Never did year dawn so black for American industry as did 1915. The financial world, stunned by Germany’s unexpected attempt at world conquest, could see only the immense economic waste that war is. That the conflict in Europe could have a stimulating effect on American industry seemed unthinkable at that dark period, and industry as a whole seemed shaken to its foundations. Steel, the barometer of trade, naturally reflected this situation sharply.

At the close of 1914, as we have seen, operations of the Corporation’s subsidiaries reached the lowest point on record and the new year brought with it no sign of early betterment. Hence it was natural that all except the most confirmed optimists faced the future with doubt if not with dread.

This situation reflected itself plainly in the big company’s profits, which that January fell to $1,687,150. This proved to be the low point, however, a slight revivification of business beginning to make itself felt the following month, and being even more pronounced in March, when operations reached 60 per cent. capacity. But even then conditions were far from being satisfactory, earnings for the last month of the quarter aggregating only $7,132,081, and for the three months, $12,457,809.

But, difficult as it was to realize it at the time, the war was destined to bring to American business the biggest boom it had ever experienced. As the struggle developed the Allied powers had brought home to them sharply their great shortage of war materials. Germany, preparing years before for the struggle, had at the start an immense preponderance of guns, shells, automobiles, airplanes, and other articles, and there was no hope of crushing the Kaiser’s hordes unless and until the Entente could meet its foe on equal terms measured in material.

It had become a war of machines, a war largely of steel. And the Allies’ production of steel and machines could not be brought up to the point necessary to make victory certain. There was no country but America to turn to for the needed supplies.

Wire was the first product which felt the stimulus of the new demand.

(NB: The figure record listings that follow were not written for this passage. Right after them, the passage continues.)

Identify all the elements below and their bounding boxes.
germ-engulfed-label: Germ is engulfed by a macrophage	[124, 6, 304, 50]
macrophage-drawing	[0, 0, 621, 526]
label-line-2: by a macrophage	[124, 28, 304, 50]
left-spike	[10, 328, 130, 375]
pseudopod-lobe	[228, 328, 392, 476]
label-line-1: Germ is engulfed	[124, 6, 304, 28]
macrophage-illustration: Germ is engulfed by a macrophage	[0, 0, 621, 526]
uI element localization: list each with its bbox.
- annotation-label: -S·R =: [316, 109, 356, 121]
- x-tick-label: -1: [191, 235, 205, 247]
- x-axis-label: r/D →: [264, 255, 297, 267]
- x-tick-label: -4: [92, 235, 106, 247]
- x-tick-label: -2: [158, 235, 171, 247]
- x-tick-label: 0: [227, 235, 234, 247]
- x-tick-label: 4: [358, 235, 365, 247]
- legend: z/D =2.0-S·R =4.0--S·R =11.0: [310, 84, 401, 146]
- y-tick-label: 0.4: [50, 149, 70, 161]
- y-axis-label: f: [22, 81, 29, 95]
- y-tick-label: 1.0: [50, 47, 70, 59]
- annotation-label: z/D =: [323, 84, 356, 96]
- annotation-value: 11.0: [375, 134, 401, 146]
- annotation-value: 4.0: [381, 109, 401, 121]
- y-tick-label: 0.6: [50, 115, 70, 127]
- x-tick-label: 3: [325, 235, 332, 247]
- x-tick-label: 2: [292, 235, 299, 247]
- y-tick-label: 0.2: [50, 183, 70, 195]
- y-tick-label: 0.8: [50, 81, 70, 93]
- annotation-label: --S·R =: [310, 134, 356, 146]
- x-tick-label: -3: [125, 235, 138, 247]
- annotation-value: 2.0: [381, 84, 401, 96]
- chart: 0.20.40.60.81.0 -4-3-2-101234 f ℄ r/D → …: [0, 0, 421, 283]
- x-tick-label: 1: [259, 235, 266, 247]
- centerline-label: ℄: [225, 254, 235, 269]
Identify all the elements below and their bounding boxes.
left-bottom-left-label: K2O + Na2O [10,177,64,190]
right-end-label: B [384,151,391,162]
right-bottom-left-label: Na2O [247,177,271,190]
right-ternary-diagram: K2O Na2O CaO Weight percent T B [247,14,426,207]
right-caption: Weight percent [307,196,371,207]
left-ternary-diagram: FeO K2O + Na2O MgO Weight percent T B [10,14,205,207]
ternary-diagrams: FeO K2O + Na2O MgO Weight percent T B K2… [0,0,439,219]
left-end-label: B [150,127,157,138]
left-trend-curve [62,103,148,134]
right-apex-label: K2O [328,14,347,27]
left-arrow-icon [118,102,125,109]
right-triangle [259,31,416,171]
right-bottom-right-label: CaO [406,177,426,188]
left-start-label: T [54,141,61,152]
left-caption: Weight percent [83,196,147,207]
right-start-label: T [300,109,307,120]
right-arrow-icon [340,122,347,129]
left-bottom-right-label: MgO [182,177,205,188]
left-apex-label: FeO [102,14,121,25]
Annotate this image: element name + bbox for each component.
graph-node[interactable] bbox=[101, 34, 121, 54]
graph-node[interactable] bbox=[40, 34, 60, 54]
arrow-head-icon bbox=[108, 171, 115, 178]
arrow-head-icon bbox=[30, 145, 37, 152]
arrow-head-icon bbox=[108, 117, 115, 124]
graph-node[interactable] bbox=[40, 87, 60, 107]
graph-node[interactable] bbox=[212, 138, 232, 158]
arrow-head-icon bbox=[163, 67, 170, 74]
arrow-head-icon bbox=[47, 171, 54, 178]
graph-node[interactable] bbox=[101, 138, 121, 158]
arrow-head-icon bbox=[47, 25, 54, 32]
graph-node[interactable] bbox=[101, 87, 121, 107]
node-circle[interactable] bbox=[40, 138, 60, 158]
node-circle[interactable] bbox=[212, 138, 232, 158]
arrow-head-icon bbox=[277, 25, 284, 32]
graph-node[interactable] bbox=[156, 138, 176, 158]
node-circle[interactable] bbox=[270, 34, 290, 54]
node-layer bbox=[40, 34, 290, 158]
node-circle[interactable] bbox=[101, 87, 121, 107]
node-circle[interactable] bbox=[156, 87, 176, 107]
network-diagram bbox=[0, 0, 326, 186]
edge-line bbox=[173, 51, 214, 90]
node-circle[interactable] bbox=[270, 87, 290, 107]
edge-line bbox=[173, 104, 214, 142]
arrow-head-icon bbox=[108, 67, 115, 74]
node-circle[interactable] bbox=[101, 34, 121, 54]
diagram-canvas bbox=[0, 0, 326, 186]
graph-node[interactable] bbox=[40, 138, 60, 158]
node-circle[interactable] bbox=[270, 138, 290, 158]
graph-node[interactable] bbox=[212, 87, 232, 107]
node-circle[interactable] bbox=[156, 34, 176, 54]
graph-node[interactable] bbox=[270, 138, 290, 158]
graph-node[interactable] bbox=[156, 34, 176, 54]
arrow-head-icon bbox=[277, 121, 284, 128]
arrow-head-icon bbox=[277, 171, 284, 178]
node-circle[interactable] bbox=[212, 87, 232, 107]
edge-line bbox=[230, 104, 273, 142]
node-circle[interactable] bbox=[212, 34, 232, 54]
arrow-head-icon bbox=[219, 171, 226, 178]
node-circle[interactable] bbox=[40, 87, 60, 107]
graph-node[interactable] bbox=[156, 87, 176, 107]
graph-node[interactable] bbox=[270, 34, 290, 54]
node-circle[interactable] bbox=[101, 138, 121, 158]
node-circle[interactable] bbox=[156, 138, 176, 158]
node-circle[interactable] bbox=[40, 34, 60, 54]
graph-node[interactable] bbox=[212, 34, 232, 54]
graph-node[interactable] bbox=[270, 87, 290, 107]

Before the beginning of 1915 both sides had settled down to the slow warfare of the trenches, and for the protection of these hundreds of thousands of miles of barbed wire were necessary. England, although until the beginning of the twentieth century the principal steel-manufacturing country in the world, had never devoted much of her capacity to wire products, and even before the war had been in the custom of importing a large part of her need of this commodity from the United States. And in their extremity both England and France looked across the Atlantic for more and more of this particular product, and the wire mills of the Steel Corporation and other producers here began to increase output and to show improving earnings.

Then came the demand for shrapnel bars, steel for explosive shells, guns, automobiles, trucks, and almost every article used in modern warfare. Russia, attempting to move immense armies with inadequate railroad transportation facilities, began to ask for locomotives and steel cars in large numbers, as well as steel rails to run them on, and the export steel trade of this country grew to unprecedented proportions.

Making a Steel Tube

Before the middle of the year the Corporation was operating on 90 per cent. capacity and was sending abroad one third of all the steel it produced. In the best pre-war year foreign shipments had amounted to only 18 per cent. of the output of the big company’s plants.